New evidence is deepening a notion, albeit still unverified, that the failed car bombing in Times Square was not the work of one disgruntled young man, but inspired by a global extremist network stretching from Yemen to Pakistan, united by the Internet and a common radical vision of faith.
As a result, the United States is likely to push Pakistan to press harder against militant enclaves in that country’s North Waziristan region, deemed the epicenter of the network behind the failed bombing.
But that is likely to strain an already threadbare relationship between Washington and Islamabad, experts warn.

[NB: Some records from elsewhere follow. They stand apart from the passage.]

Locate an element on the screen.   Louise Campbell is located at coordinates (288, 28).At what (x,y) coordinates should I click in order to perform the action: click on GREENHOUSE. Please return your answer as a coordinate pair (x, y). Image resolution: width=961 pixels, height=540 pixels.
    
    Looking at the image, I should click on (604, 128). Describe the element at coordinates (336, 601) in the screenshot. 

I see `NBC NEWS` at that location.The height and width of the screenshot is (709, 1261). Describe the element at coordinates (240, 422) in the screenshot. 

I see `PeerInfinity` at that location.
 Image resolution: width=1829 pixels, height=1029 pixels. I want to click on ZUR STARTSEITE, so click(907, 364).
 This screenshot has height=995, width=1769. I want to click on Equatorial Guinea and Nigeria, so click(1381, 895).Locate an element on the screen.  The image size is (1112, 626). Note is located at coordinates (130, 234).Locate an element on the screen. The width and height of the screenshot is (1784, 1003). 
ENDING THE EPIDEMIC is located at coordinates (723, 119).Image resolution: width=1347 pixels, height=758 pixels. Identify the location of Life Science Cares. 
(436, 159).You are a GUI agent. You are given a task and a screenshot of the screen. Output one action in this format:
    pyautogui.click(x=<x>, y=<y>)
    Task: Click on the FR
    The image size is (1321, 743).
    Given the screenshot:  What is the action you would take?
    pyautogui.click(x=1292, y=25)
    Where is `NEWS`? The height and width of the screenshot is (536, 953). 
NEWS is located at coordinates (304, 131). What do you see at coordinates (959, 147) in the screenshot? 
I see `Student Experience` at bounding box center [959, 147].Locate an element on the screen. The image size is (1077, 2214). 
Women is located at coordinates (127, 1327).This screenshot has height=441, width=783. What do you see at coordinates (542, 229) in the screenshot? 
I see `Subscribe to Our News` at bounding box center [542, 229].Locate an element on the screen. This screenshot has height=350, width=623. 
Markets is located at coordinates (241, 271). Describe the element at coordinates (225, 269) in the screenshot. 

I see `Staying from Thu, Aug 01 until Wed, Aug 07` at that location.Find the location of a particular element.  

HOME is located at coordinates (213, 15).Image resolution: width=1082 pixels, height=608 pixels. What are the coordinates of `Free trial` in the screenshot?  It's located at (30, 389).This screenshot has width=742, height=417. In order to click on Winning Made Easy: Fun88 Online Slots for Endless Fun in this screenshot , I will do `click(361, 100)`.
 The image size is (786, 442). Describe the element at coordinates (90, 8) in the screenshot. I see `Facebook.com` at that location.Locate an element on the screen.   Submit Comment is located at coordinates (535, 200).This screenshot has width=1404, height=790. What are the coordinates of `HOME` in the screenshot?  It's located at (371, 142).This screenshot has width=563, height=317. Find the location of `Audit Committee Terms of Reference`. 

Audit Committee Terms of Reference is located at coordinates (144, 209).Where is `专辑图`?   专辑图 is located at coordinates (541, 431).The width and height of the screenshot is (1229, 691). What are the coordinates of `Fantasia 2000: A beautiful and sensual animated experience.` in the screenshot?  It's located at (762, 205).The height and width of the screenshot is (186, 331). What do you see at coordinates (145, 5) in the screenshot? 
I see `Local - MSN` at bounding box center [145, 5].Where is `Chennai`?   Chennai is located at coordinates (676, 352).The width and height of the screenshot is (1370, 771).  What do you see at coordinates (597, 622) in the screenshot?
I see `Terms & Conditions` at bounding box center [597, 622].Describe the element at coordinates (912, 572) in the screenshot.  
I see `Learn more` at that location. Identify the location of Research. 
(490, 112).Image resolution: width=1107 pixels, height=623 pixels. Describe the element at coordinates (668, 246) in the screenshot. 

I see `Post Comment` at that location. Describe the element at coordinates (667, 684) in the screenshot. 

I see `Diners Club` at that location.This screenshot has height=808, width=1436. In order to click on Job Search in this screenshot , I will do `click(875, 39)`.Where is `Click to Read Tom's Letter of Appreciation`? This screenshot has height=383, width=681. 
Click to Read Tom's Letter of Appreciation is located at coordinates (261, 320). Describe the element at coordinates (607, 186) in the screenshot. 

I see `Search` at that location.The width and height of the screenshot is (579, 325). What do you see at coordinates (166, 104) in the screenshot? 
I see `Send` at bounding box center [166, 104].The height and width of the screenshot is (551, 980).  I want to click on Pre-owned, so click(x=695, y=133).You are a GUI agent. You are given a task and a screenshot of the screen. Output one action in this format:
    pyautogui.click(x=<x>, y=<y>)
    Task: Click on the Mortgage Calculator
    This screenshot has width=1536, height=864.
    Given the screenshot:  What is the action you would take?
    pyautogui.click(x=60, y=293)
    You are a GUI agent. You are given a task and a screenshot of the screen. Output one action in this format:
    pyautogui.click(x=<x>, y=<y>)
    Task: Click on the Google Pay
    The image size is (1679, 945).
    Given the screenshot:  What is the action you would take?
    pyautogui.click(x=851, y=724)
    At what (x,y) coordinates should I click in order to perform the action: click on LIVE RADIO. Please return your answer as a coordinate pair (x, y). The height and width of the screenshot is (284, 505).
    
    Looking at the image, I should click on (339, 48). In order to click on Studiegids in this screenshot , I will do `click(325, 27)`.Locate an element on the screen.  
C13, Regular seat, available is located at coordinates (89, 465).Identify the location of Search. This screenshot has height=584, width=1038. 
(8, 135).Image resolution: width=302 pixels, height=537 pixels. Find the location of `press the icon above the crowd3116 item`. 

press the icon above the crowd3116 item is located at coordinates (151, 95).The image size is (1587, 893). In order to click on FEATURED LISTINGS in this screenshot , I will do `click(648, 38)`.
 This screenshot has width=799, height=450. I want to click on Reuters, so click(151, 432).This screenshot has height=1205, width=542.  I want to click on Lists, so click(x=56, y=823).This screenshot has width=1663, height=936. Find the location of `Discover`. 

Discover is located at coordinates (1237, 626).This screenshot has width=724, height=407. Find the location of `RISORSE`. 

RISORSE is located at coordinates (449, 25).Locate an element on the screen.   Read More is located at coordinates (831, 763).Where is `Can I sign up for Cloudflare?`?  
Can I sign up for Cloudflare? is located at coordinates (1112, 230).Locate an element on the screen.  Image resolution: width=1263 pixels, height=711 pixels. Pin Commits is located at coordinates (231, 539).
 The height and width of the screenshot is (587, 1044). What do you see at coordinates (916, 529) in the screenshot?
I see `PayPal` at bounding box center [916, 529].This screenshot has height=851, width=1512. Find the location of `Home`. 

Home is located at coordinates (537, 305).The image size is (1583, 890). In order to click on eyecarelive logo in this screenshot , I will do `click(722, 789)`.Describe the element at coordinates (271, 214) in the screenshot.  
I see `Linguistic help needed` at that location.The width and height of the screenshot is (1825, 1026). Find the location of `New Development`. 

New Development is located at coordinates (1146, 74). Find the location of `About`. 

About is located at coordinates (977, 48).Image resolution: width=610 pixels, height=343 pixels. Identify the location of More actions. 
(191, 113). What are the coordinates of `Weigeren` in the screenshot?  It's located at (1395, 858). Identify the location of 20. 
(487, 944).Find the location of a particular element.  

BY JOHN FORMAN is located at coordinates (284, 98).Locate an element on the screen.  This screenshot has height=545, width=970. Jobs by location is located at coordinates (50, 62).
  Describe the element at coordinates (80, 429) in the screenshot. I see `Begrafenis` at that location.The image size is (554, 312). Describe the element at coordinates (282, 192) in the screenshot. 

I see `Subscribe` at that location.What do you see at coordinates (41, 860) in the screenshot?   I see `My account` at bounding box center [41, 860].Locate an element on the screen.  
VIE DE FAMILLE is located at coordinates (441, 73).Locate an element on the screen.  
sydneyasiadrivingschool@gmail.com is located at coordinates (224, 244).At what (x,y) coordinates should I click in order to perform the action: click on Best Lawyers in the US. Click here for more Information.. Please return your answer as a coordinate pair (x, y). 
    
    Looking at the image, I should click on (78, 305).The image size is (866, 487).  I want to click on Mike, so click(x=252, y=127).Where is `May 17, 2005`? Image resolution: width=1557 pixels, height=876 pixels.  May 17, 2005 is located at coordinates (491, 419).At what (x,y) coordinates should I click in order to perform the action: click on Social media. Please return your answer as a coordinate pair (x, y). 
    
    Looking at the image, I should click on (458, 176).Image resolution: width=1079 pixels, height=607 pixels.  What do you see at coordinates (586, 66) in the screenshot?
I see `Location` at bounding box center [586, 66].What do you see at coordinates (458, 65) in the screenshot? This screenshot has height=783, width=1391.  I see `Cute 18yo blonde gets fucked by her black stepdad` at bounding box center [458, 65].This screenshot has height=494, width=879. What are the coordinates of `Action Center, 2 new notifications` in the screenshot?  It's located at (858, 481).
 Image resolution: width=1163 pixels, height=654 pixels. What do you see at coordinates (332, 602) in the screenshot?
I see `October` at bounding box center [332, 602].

IN PICTURES: Top 10 American jihadis
Internet fuels extremism
As investigators sift through clues from the failed attack, one pressing question is how and why Faisal Shahzad – an MBA with a wife and children – suddenly drifted toward extremism.
The answer may be the Internet. Shahzad has reportedly told investigators that he was inspired to violence by Anwar al-Awlaki, an American-Yemeni cleric whom the CIA recently put on a hit list, reports the New York Times. Awlaki, on the run in Yemen, is also linked to the Fort Hood shooter and the alleged Christmas Day underwear bomber Umar Farouk Abdulmutallab.
According to one account, Shahzad told investigators that he actually met with Awlaki – as well as Hakimullah Mehsud, the leader of the Pakistani Taliban, and even Abdulmutallah, who tried to blow up a Northwest airliner landing in Detroit on Christmas Day. Investigators are skeptical, reports the New York Daily News, saying Shahzad claims to know most of the biggest players in the world of radical Islam. They have yet to verify his statements.
If true, Shahzad’s apparent susceptibility to Awlaki’s sermons, coupled with an ability to travel to Pakistan for training, and then back to the US with an American passport, offers a disturbing portrait of a virtual jihadi highway, linking mentality to means and money.